Write Anyway – Description using the sense of smell
The prompt for the other day was taken from creativewritingprompts.com:
“Describe how you feel right now using your sense of smell. If you feel frustrated, write about what your frustration smells like. Use vivid words. Don’t skimp on adjectives.”
Since right now I am sitting next to my daughter’s hospital bed, I can tell you I “smell” all kinds of things – and yes, many of them are frustrating. My 7-year-old daughter has influenza and because I was unable to get her temperature down and keep it down over the past few days, my friend and medical professional at our local clinic sent us to the hospital, “toots sweet.”
I smell antiseptic, floor wax, antibacterial soap, urine and freshly laundered bedding – and while separately, each has their own distinct smell and evokes their own set of memories or emotions, the combination is sickening. Hospitals are supposed to be about healing and recovery, but because my first memory of a hospital was of my grandmother’s death when I was seven, I think I always connect that memory with the smell.
Hospitals all smell scarily similar regardless of location. I have been in several different hospitals for a variety of reasons – some of them for my own personal health – and I have never been able to get around the smell of a hospital.
I am exhausted – completely sleep deprived as I have sat up for the past three nights with my daughter as she coughed, wheezed, and barfed her way to the dehydrated point of no return. Her little veins were so shriveled from lack of fluids that it took four needle sticks, two different nurses and finally the experienced hand of a veteran anesthesiologist to tap a vein that did not collapse with a prick of a needle.
My daughter is sleeping now – her fever has subsided, broken under repeated bombings of Tylenol, Motrin, IV fluids, antibiotics and whatever else can be pushed through the needle in her arm. When I reach over to check her forehead, it is finally cool to the touch – and I can smell, although faintly, the menthol and eucalyptus smell of the Vicks Vapor Rub I used to help ease her labored breathing.
The only smell that is anywhere near redeeming is the bouquet of yellow and white daisies with baby’s breath in a yellow smiley-face mug. They smell like springtime. If hope has a smell, fresh flowers and spring would be it.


* **Task objective**
Please copy the entries below word for word, leaving out any image.

::::

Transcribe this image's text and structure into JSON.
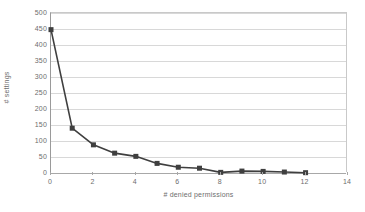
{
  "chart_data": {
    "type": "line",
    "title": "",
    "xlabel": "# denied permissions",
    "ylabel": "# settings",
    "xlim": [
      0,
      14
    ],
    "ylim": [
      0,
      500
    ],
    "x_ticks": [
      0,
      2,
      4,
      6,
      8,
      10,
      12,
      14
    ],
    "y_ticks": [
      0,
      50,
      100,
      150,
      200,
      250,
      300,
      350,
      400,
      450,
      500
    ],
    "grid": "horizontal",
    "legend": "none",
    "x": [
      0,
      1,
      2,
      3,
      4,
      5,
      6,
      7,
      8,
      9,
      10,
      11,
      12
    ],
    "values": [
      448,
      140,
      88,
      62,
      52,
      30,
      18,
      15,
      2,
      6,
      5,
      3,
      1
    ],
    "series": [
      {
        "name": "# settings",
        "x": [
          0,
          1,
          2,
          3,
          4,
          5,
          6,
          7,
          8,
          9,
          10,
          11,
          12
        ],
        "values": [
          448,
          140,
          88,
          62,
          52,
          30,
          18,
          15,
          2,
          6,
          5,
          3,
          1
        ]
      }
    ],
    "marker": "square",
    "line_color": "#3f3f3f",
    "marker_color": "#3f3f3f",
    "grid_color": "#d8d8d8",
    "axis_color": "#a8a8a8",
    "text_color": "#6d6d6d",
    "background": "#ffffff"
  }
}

::::

* **Answer for the task**
Transcribe this image's text and structure into JSON.
{
  "chart_data": {
    "type": "line",
    "title": "",
    "xlabel": "# denied permissions",
    "ylabel": "# settings",
    "xlim": [
      0,
      14
    ],
    "ylim": [
      0,
      500
    ],
    "x_ticks": [
      0,
      2,
      4,
      6,
      8,
      10,
      12,
      14
    ],
    "y_ticks": [
      0,
      50,
      100,
      150,
      200,
      250,
      300,
      350,
      400,
      450,
      500
    ],
    "grid": "horizontal",
    "legend": "none",
    "x": [
      0,
      1,
      2,
      3,
      4,
      5,
      6,
      7,
      8,
      9,
      10,
      11,
      12
    ],
    "values": [
      448,
      140,
      88,
      62,
      52,
      30,
      18,
      15,
      2,
      6,
      5,
      3,
      1
    ],
    "series": [
      {
        "name": "# settings",
        "x": [
          0,
          1,
          2,
          3,
          4,
          5,
          6,
          7,
          8,
          9,
          10,
          11,
          12
        ],
        "values": [
          448,
          140,
          88,
          62,
          52,
          30,
          18,
          15,
          2,
          6,
          5,
          3,
          1
        ]
      }
    ],
    "marker": "square",
    "line_color": "#3f3f3f",
    "marker_color": "#3f3f3f",
    "grid_color": "#d8d8d8",
    "axis_color": "#a8a8a8",
    "text_color": "#6d6d6d",
    "background": "#ffffff"
  }
}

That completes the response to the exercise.